“There was no ‘a-ha’ moment,” says Jonathon Linaberry, “no life-changing revelation, no singular flash of inspiration. It was just a fierce, steady, undeniable energy, a force of nature I had to wrestle and wrangle with for years until I could harness it.”
“That’s where the notion of ‘slow lightning’ was born,” Linaberry explains. “It’s about a power you can’t control, a force that’s bigger than you and follows its own path no matter how badly you want to mold or direct it. That’s what this record felt like, and it’s something I had to figure out how to embrace.”
That kind of all-consuming power is palpable from the start on Slow Lightning, which begins with the boisterous “Animals.” Gritty and insistent, the track taps into something primal and uninhibited, learning to trust its gut and make peace with aiming high and sometimes falling short. “Well my heart’s just trying to kill me,” Linaberry sings over roiling guitars and drums. “It always vibrates above / With always grand notions / But it plays in the mud.” Like so much of the album, it’s a testament to resilience, to letting go of failure and pressing on even when things feel hopeless. The bittersweet title track explores tenacity in the face of disenchantment, while the lo-fi “Blue Skies” insists on reaching for hope regardless of the cost, and “The Flood” conjures up a wistful portrait of survival and loss as it builds from a dreamy blur into a searing crescendo.
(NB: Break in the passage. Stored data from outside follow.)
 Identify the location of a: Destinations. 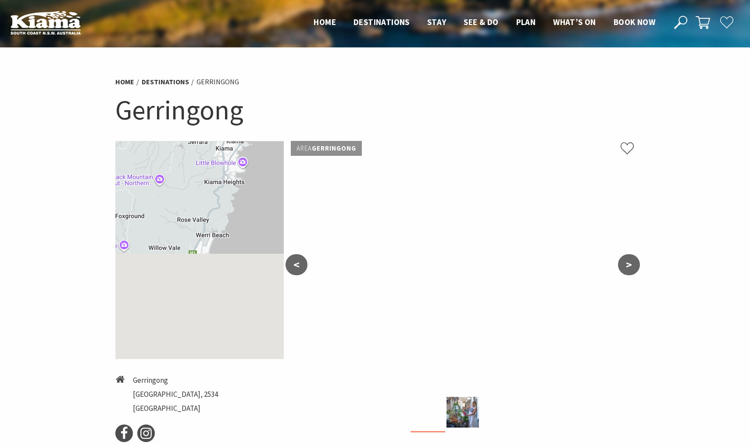
(165, 82).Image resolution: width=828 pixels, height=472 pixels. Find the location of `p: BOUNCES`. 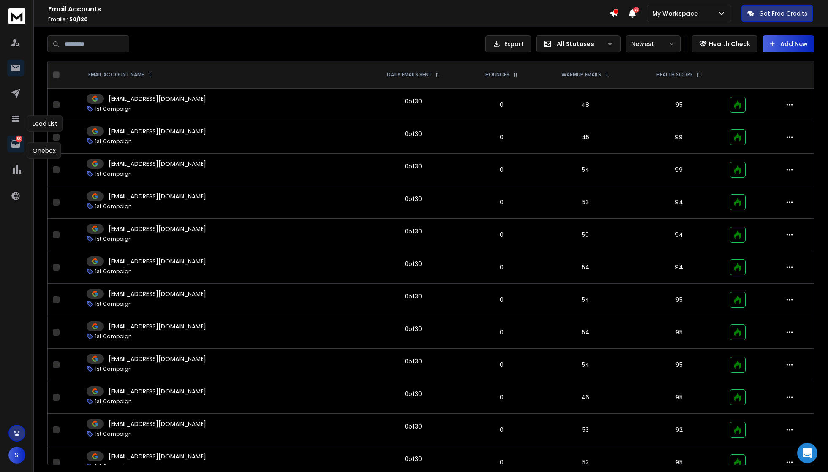

p: BOUNCES is located at coordinates (497, 75).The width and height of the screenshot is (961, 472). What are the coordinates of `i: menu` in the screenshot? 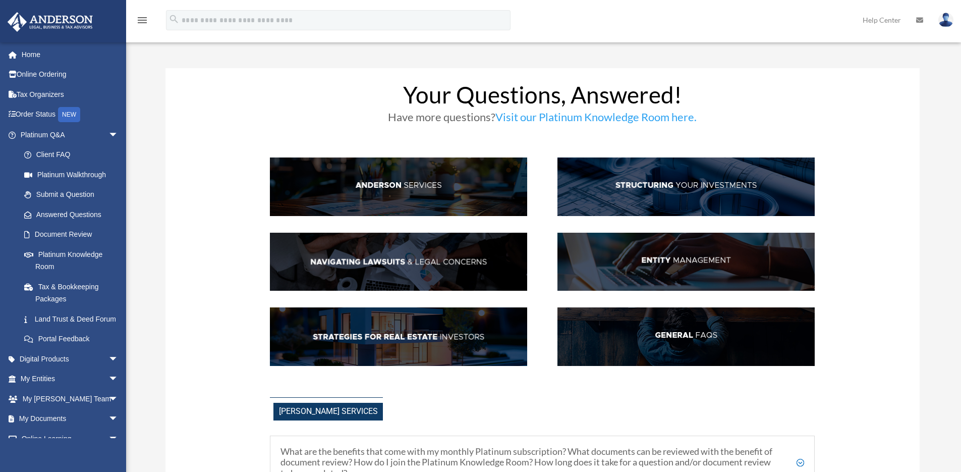 It's located at (142, 20).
“I remember lying in bed in the dark hearing the coyotes laughing out in the field behind our house just before they killed something,” Linaberry recalls. “It was so haunting and eerie, but at the same time, you’re just so totally in awe of what’s happening right outside your window, this elemental moment of life and death all wrapped up together.”
Despite the looming sense of danger that permeates the album, Slow Lightning still manages to find moments of humor and levity. The darkly romantic “I’ll See You In Hell” revels in a love so strong it carries on through eternal damnation; the sardonic “I Ain’t Through With You” gets high on an addictively toxic relationship; and the relentlessly taut “Heaven Help Me” surrenders to overwhelming infatuation, with Linaberry recalling, “Love is the kind of thing that will keep you warm / That's what she said / As she was burning down my home.”
In the end, though, it’s perhaps the breezy “Salt Sour Sweet” that best encapsulates the spirit of the record, with Linaberry looking back on a lifetime of love and heartbreak, dreams and disappointment, success and failure, and ultimately recognizing that it’s the grand sum of them all that make us who we are. “It’s the salt sour and sweet / That holds,” he sings in an airy falsetto. Call it maturity, call it self-awareness; it’s the kind of wisdom that can only arrive on a bolt of Slow Lightning.